If you ask me to jump on my DeLorean and go into the future and see what is education going to be like, I think the concept of fixed grades is going to be viewed very much as an anachronism going forward, where it's like, "Wow, that feels like something that should have happened out of a different time." So I think if you... the whole thing is you're moving toward more and more personalized learning. Look at the rise of places like nerdy.com, it's the largest online tutoring marketplace, happy to be an investor there and was on the board for many years, they grew out of this desire for people to get one-on-one, direct education, and so I see that personalization need applying within the classroom, but also applying outside of the classroom. Anything from applying for scholarships, applying for college, to automating the workflows behind the scenes, I see the future of education being so personalized, it will make today's education feel as archaic as dialing up would today.

IE: Yeah, we need to move kids off of the conveyor belt and into their own personalized roadmap, into their own personalized mission, if you will. I could see that also applying to the way that we structure majors, and the way, possibly, we have this hierarchy between bachelor's, master's, and postdoc work, so it's quite possible that you're declaring a mission or a concentration or a domain of interest, and then just pursuing knowledge within that domain at your own pace, it'll probably come back to credentialing and making sure that employers or I guess society at large can say, "Oh yeah, well, they have an equal amount of education here." So having some standards, I guess, in place would be still probably appropriate, but the idea of personalization, I think, is one that I haven't heard. A lot of people are talking about the disruption of education and disruption with intent or interest around personalization, I think that's a very compelling idea.

DK: Yeah, I think a tale of two online education experiences here, so my kids were home during part of the pandemic as many kids were, and they hated Zoom at home.

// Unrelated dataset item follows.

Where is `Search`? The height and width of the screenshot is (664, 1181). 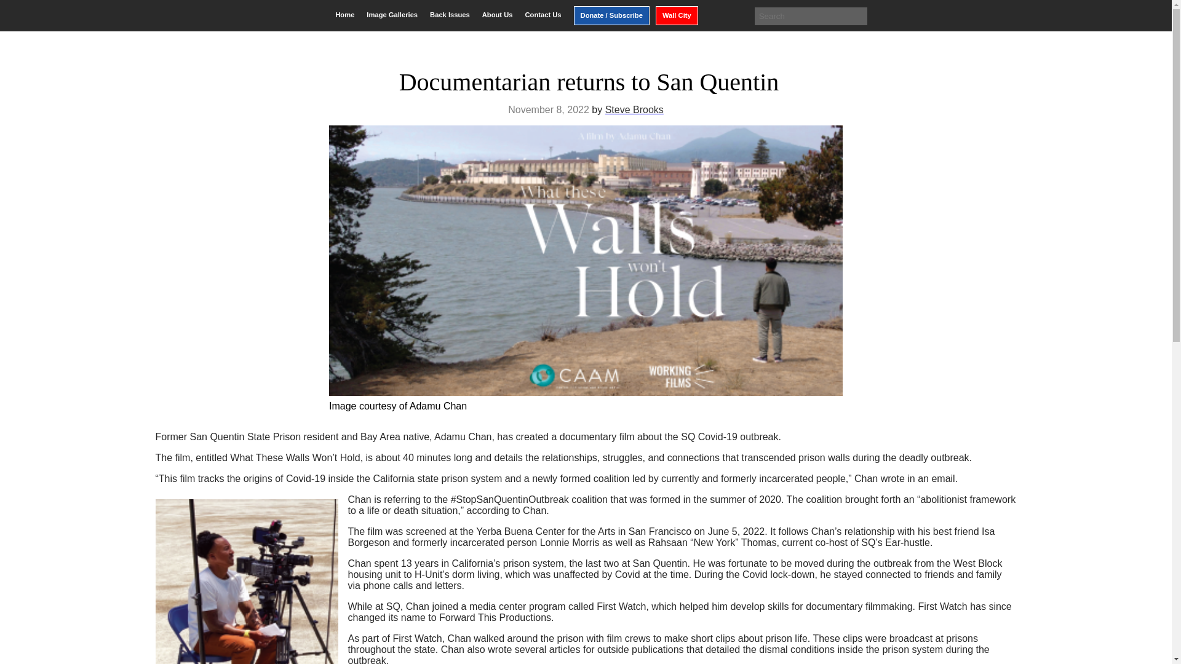 Search is located at coordinates (18, 10).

Zoom is a four-letter word to my eldest daughter, and I mean that in every way possible, conversely, they love Duolingo, and they use Duolingo as an adaptive learning platform, it doesn't feel like they're in Spanish class, they're having fun, and so I think we saw the limits of one giant class for all people, all day, for all time, and we're seeing the benefits of adaptive learning, back to what we were seeing over at Nerdy. I got really excited when they rolled out their SAT and ACT prep, where instead of having to study for the entire thing, you go and you take an adaptive learning assessment, and it's going to personalize the specific areas you need to go focus on and thus save you a ton of time, I think you're going to see that pattern or that concept apply out across all of education.

IE: Anything to maybe leave the listeners with? I know you've shared a lot and many people will have to go back and refer to the notes and see exactly how they're going to pick this up and apply this to their organization, but any parting words or any continued advice that you might want to offer our listeners?

DK: Now is the time to get started. You don't have to clean up before you take the bath, you don't have to have everything ready and perfect, now's the time to go bring this technology into your organization.